Service in The Legislature and Military
After becoming admitted to the bar in 1893 and beginning to serve as a lawyer in Centerville, Iowa, he was elected in 1895, at age twenty-three, to the Iowa House of Representatives as a "fusion candidate" with Democratic Party and Populist Party support. The youngest member of the House, Porter served two terms (from 1896 to 1900).
In 1898, while a state representative, he served in the U.S. Army with the 51st Iowa Volunteers during the Spanish-American War and early stages of the Philippine–American War. While in the service, he also ran unsuccessfully for the Democratic nomination for the U.S. House in Iowa's 8th congressional district, and for Iowa Secretary of State. In 1899 he married Maude Boutin, and was elected to the Iowa State Senate, where he served from 1900 to 1904. In 1900, 1902, 1904, and 1906, he refused requests to run again for Congress in the 8th district, concluding each time that incumbent Republican Congressman William P. Hepburn could not be defeated.
Read more about this topic: Claude R. Porter
Famous quotes containing the words service in, service, legislature and/or military:
“Mr. Speaker, at a time when the nation is again confronted with necessity for calling its young men into service in the interests of National Security, I cannot see the wisdom of denying our young women the opportunity to serve their country.”

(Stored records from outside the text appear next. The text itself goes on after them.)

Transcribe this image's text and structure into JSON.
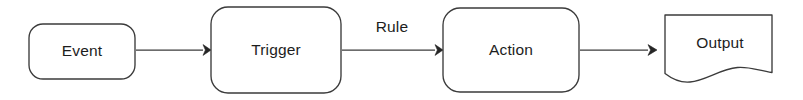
{
  "diagram": {
    "type": "flowchart",
    "orientation": "left-to-right",
    "canvas": {
      "width": 803,
      "height": 100
    },
    "colors": {
      "stroke": "#3b3b3b",
      "fill": "#ffffff",
      "text": "#1d1d1d",
      "arrow": "#252525",
      "background": "#ffffff"
    },
    "nodes": [
      {
        "id": "event",
        "label": "Event",
        "shape": "rounded-rectangle",
        "x": 29,
        "y": 24,
        "width": 106,
        "height": 55,
        "radius": 14,
        "label_x": 82,
        "label_y": 51.5
      },
      {
        "id": "trigger",
        "label": "Trigger",
        "shape": "rounded-rectangle",
        "x": 211,
        "y": 7,
        "width": 130,
        "height": 86,
        "radius": 17,
        "label_x": 276,
        "label_y": 50
      },
      {
        "id": "action",
        "label": "Action",
        "shape": "rounded-rectangle",
        "x": 443,
        "y": 8,
        "width": 136,
        "height": 84,
        "radius": 17,
        "label_x": 511,
        "label_y": 50
      },
      {
        "id": "output",
        "label": "Output",
        "shape": "document",
        "x": 665,
        "y": 15,
        "width": 107,
        "height": 68,
        "label_x": 720,
        "label_y": 44
      }
    ],
    "edges": [
      {
        "id": "event-to-trigger",
        "from": "event",
        "to": "trigger",
        "label": "",
        "x1": 136,
        "y1": 50,
        "x2": 210,
        "y2": 50
      },
      {
        "id": "trigger-to-action",
        "from": "trigger",
        "to": "action",
        "label": "Rule",
        "x1": 342,
        "y1": 50,
        "x2": 442,
        "y2": 50,
        "label_x": 392,
        "label_y": 28
      },
      {
        "id": "action-to-output",
        "from": "action",
        "to": "output",
        "label": "",
        "x1": 580,
        "y1": 50,
        "x2": 664,
        "y2": 50
      }
    ]
  }
}
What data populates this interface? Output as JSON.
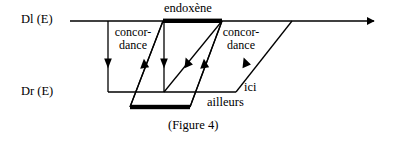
{
  "figure": {
    "caption": "(Figure 4)",
    "axes": {
      "upper_label": "Dl (E)",
      "lower_label": "Dr (E)"
    },
    "labels": {
      "endoxene": "endoxène",
      "concordance_left_line1": "concor-",
      "concordance_left_line2": "dance",
      "concordance_right_line1": "concor-",
      "concordance_right_line2": "dance",
      "ici": "ici",
      "ailleurs": "ailleurs"
    },
    "colors": {
      "ink": "#000000",
      "background": "#ffffff"
    },
    "geometry": {
      "upper_axis": {
        "x1": 70,
        "y": 21,
        "x2": 378,
        "arrow": "right"
      },
      "lower_axis": {
        "x1": 108,
        "y": 92,
        "x2": 236,
        "arrow": "none"
      },
      "endoxene_bar": {
        "x1": 163,
        "x2": 222,
        "y": 21,
        "thickness": 4
      },
      "ailleurs_bar": {
        "x1": 130,
        "x2": 190,
        "y": 107,
        "thickness": 4
      },
      "vertical_connectors": [
        {
          "x": 108,
          "y1": 21,
          "y2": 92,
          "arrow_y": 64
        },
        {
          "x": 164,
          "y1": 21,
          "y2": 92,
          "arrow_y": 64
        }
      ],
      "slant_connectors": [
        {
          "x1": 163,
          "y1": 21,
          "x2": 130,
          "y2": 107
        },
        {
          "x1": 222,
          "y1": 21,
          "x2": 190,
          "y2": 107
        }
      ],
      "rising_connectors": [
        {
          "x1": 130,
          "y1": 107,
          "x2": 163,
          "y2": 21,
          "arrow_at": 0.5
        },
        {
          "x1": 164,
          "y1": 92,
          "x2": 222,
          "y2": 21,
          "arrow_at": 0.52
        },
        {
          "x1": 190,
          "y1": 107,
          "x2": 222,
          "y2": 21,
          "arrow_at": 0.5
        },
        {
          "x1": 236,
          "y1": 92,
          "x2": 292,
          "y2": 21,
          "arrow_at": 0.52
        }
      ]
    }
  }
}
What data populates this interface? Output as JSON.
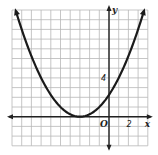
{
  "chart_data": {
    "type": "line",
    "title": "",
    "xlabel": "x",
    "ylabel": "y",
    "origin_label": "O",
    "xlim": [
      -10,
      4
    ],
    "ylim": [
      -3,
      11
    ],
    "grid": true,
    "tick_labels": {
      "x": [
        "2"
      ],
      "y": [
        "4"
      ]
    },
    "series": [
      {
        "name": "parabola",
        "equation": "y = (x + 3)^2 / 4",
        "vertex": [
          -3,
          0
        ],
        "y_intercept": 2.25,
        "x": [
          -9.6,
          -9,
          -8,
          -7,
          -6,
          -5,
          -4,
          -3,
          -2,
          -1,
          0,
          1,
          2,
          3.6
        ],
        "y": [
          10.9,
          9,
          6.25,
          4,
          2.25,
          1,
          0.25,
          0,
          0.25,
          1,
          2.25,
          4,
          6.25,
          10.9
        ]
      }
    ],
    "colors": {
      "grid": "#b8b8b8",
      "axis": "#222222",
      "curve": "#1a1a1a"
    }
  }
}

—Lyndon Baines Johnson (19081973)
“The service a man renders his friend is trivial and selfish, compared with the service he knows his friend stood in readiness to yield him, alike before he had begun to serve his friend, and now also. Compared with that good-will I bear my friend, the benefit it is in my power to render him seems small.”
—Ralph Waldo Emerson (18031882)
“An ... important antidote to American democracy is American gerontocracy. The positions of eminence and authority in Congress are allotted in accordance with length of service, regardless of quality. Superficial observers have long criticized the United States for making a fetish of youth. This is unfair. Uniquely among modern organs of public and private administration, its national legislature rewards senility.”
—John Kenneth Galbraith (b. 1908)
“Nothing changes my twenty-six years in the military. I continue to love it and everything it stands for and everything I was able to accomplish in it. To put up a wall against the military because of one regulation would be doing the same thing that the regulation does in terms of negating people.”